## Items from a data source

....

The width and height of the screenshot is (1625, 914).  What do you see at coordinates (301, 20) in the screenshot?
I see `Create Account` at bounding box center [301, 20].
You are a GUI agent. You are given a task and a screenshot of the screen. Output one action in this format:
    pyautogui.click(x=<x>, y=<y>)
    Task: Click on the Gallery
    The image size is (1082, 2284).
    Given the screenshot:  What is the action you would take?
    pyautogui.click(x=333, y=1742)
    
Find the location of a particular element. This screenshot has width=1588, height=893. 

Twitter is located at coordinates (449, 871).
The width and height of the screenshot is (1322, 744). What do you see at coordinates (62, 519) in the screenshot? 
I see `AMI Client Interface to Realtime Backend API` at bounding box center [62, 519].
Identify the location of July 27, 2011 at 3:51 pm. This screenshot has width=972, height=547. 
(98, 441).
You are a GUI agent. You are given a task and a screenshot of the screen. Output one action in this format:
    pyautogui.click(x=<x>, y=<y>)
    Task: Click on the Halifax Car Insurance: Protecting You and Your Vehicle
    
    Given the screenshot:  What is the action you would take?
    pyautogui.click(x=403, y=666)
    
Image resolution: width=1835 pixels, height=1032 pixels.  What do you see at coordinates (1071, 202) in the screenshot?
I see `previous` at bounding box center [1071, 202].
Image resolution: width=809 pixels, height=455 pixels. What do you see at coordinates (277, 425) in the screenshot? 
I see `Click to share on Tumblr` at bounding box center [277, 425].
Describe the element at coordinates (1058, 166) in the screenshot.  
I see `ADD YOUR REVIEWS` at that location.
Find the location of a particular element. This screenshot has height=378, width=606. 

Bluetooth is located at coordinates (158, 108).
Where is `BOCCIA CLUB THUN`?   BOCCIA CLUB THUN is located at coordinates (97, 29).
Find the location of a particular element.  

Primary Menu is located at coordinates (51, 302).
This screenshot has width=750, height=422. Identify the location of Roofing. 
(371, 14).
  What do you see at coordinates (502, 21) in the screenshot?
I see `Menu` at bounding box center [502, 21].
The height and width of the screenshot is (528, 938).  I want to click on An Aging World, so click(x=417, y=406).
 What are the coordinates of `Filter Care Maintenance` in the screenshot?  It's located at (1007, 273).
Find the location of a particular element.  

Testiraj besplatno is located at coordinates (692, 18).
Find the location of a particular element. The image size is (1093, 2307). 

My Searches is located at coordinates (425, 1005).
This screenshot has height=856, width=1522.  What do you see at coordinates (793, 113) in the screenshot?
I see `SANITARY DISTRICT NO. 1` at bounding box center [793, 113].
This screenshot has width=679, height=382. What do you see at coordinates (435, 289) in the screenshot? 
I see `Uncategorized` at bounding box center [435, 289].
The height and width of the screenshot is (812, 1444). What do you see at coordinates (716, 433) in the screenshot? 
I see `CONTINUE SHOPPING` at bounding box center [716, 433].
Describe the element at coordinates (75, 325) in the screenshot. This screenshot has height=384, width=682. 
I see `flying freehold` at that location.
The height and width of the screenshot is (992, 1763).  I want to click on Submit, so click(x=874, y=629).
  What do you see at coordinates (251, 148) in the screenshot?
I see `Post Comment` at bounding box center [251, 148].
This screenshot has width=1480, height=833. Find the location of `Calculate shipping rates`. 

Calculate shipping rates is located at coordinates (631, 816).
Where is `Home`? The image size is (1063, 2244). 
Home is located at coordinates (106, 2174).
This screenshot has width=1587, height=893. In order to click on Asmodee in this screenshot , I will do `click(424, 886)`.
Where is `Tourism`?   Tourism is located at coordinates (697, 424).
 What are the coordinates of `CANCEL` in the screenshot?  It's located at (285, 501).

....

## Task statement
Reproduce the data above in full, with no line missing.

## Solution to this exercise
The width and height of the screenshot is (1625, 914).  What do you see at coordinates (301, 20) in the screenshot?
I see `Create Account` at bounding box center [301, 20].
You are a GUI agent. You are given a task and a screenshot of the screen. Output one action in this format:
    pyautogui.click(x=<x>, y=<y>)
    Task: Click on the Gallery
    The image size is (1082, 2284).
    Given the screenshot:  What is the action you would take?
    pyautogui.click(x=333, y=1742)
    
Find the location of a particular element. This screenshot has width=1588, height=893. 

Twitter is located at coordinates (449, 871).
The width and height of the screenshot is (1322, 744). What do you see at coordinates (62, 519) in the screenshot? 
I see `AMI Client Interface to Realtime Backend API` at bounding box center [62, 519].
Identify the location of July 27, 2011 at 3:51 pm. This screenshot has width=972, height=547. 
(98, 441).
You are a GUI agent. You are given a task and a screenshot of the screen. Output one action in this format:
    pyautogui.click(x=<x>, y=<y>)
    Task: Click on the Halifax Car Insurance: Protecting You and Your Vehicle
    
    Given the screenshot:  What is the action you would take?
    pyautogui.click(x=403, y=666)
    
Image resolution: width=1835 pixels, height=1032 pixels.  What do you see at coordinates (1071, 202) in the screenshot?
I see `previous` at bounding box center [1071, 202].
Image resolution: width=809 pixels, height=455 pixels. What do you see at coordinates (277, 425) in the screenshot? 
I see `Click to share on Tumblr` at bounding box center [277, 425].
Describe the element at coordinates (1058, 166) in the screenshot.  
I see `ADD YOUR REVIEWS` at that location.
Find the location of a particular element. This screenshot has height=378, width=606. 

Bluetooth is located at coordinates (158, 108).
Where is `BOCCIA CLUB THUN`?   BOCCIA CLUB THUN is located at coordinates (97, 29).
Find the location of a particular element.  

Primary Menu is located at coordinates (51, 302).
This screenshot has width=750, height=422. Identify the location of Roofing. 
(371, 14).
  What do you see at coordinates (502, 21) in the screenshot?
I see `Menu` at bounding box center [502, 21].
The height and width of the screenshot is (528, 938).  I want to click on An Aging World, so click(x=417, y=406).
 What are the coordinates of `Filter Care Maintenance` in the screenshot?  It's located at (1007, 273).
Find the location of a particular element.  

Testiraj besplatno is located at coordinates (692, 18).
Find the location of a particular element. The image size is (1093, 2307). 

My Searches is located at coordinates (425, 1005).
This screenshot has height=856, width=1522.  What do you see at coordinates (793, 113) in the screenshot?
I see `SANITARY DISTRICT NO. 1` at bounding box center [793, 113].
This screenshot has width=679, height=382. What do you see at coordinates (435, 289) in the screenshot? 
I see `Uncategorized` at bounding box center [435, 289].
The height and width of the screenshot is (812, 1444). What do you see at coordinates (716, 433) in the screenshot? 
I see `CONTINUE SHOPPING` at bounding box center [716, 433].
Describe the element at coordinates (75, 325) in the screenshot. This screenshot has height=384, width=682. 
I see `flying freehold` at that location.
The height and width of the screenshot is (992, 1763).  I want to click on Submit, so click(x=874, y=629).
  What do you see at coordinates (251, 148) in the screenshot?
I see `Post Comment` at bounding box center [251, 148].
This screenshot has width=1480, height=833. Find the location of `Calculate shipping rates`. 

Calculate shipping rates is located at coordinates (631, 816).
Where is `Home`? The image size is (1063, 2244). 
Home is located at coordinates (106, 2174).
This screenshot has width=1587, height=893. In order to click on Asmodee in this screenshot , I will do `click(424, 886)`.
Where is `Tourism`?   Tourism is located at coordinates (697, 424).
 What are the coordinates of `CANCEL` in the screenshot?  It's located at (285, 501).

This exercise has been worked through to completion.